I’m lucky enough to have seen one, but why are African forest elephants so rare in captivity? There are no breeding programs for them, and their wild habitat has significantly shrunken in the past 15 years. Are there restrictions on their export? The one I saw in Japan was exported from Burkina Faso in the ‘90s.
On a kinda related note, why are some of the more endangered giraffe subspecies so rare or absent in zoos? Are they also restricted from being exported to other continents?
Most elephants that live in European zoos today go back to animals obtained before CITES agreement came into force in year 1975. We have some newer steppe Africans sourced from culling actions in 90s or from imports by countries that signed CITES later (typical for Eastern Europe), however recently such imports into most of Europe or America are veeeeeery rare or non-exitent.
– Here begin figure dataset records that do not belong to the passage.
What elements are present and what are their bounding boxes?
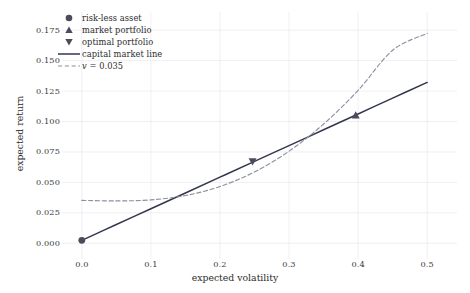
x-tick-label: 0.0 <box>62 259 102 269</box>
y-tick-label: 0.050 <box>20 177 60 187</box>
chart-legend: risk-less assetmarket portfoliooptimal p… <box>56 12 162 72</box>
triangle-up-icon <box>56 24 82 36</box>
y-tick-label: 0.100 <box>20 116 60 126</box>
x-tick-label: 0.2 <box>200 259 240 269</box>
x-tick-label: 0.4 <box>338 259 378 269</box>
y-tick-label: 0.075 <box>20 146 60 156</box>
y-tick-label: 0.125 <box>20 86 60 96</box>
legend-item[interactable]: capital market line <box>56 49 162 60</box>
legend-label: risk-less asset <box>82 13 142 23</box>
dashed-line-icon <box>56 60 82 72</box>
y-tick-label: 0.000 <box>20 238 60 248</box>
marker-optimal-portfolio <box>249 158 257 165</box>
y-tick-label: 0.175 <box>20 25 60 35</box>
x-tick-label: 0.5 <box>407 259 447 269</box>
y-tick-label: 0.150 <box>20 55 60 65</box>
legend-label: market portfolio <box>82 25 151 35</box>
circle-icon <box>56 12 82 24</box>
legend-item[interactable]: risk-less asset <box>56 12 162 23</box>
solid-line-icon <box>56 48 82 60</box>
legend-item[interactable]: v = 0.035 <box>56 61 162 72</box>
y-tick-label: 0.025 <box>20 207 60 217</box>
x-axis-label: expected volatility <box>0 272 470 283</box>
x-tick-label: 0.1 <box>131 259 171 269</box>
legend-label: capital market line <box>82 49 162 59</box>
marker-risk-less-asset <box>78 237 85 244</box>
legend-item[interactable]: market portfolio <box>56 24 162 35</box>
legend-item[interactable]: optimal portfolio <box>56 36 162 47</box>
chart-figure: 0.0000.0250.0500.0750.1000.1250.1500.175… <box>0 0 470 293</box>
legend-label: v = 0.035 <box>82 61 123 71</box>
x-tick-label: 0.3 <box>269 259 309 269</box>
legend-label: optimal portfolio <box>82 37 153 47</box>
y-axis-label: expected return <box>14 79 25 189</box>
triangle-down-icon <box>56 36 82 48</box>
Due to new legislation and also due to stronger backlash of general population, that it´is impossible to import Forest Elephants.
Forest Elephants are not captive bred in Western Africa nor are they legally harvested, so it´s basically impossible to obtain them legally under CITES. Few real or teorethical imports done by shaddy countries akin to China or Cuba or through diplomatic gifts (Japan) will never be numerous enough to start any resembly of sustainable captive population. European (and American) zoos know about it so they never attempt to start such zoo population in current age. It is sad because I think they would be much more suitable for zoo life than steppe elephants. But to stay realistic, it will never happen.
Giraffes are similar example, however it´s not CITES that stops imports, but rather very restrictive animal health laws that are valid in most of Europe and America. Giraffes are ruminants and share a large pallete of pathogens with domestic stock like cows, sheep or horses. It is basically impossible to import them into EU/USA, import permit is impossible to obtain, that is considered too dangerous for farm/agricultural industry by each and every goverment. Only allowed african country of origin is SAR, although still very expensive for export and quarantine. However the South African giraffe subspecies is rather abundand in nature, kept in large numbers in managed parks in SAR, so no need to start ex-situ breeding population.
You can ask why Europe breeds mainly Rotschilds and Reticulate giraffes today, with few Cordofans and tiny Angolans. Answer is pure luck and logistic nets of famous animal dealers of the past. You have to look back in time. Animals imported before WWII came to Europe in many ways, captured and sold by different animals handlers as individuals for high prices, sourced depending where was friendly land to catch them and convenient port to ship them from Africa. Zoos at that time were elated to breed a young or two, zoo mortality was sky high and nobody was interested if two subspecies were bred together, only surviving calf mattered. Today zoo population goes maily to post WWII imports up to 70s when both CITES and modern animal health protection laws were step by step implemented and then imports dried up. Some zoos obtained these late imports with clear wild origin or F1 and started pure subspecies herds. They didn´t look what subspecies were going to be the most endangered in year 2020, they didn´t coordinate between themselves, no zoo associations existed or were just old boy clubs. Zoo directors bought what was avalable at market at those times in larger quantities and that was pure luck.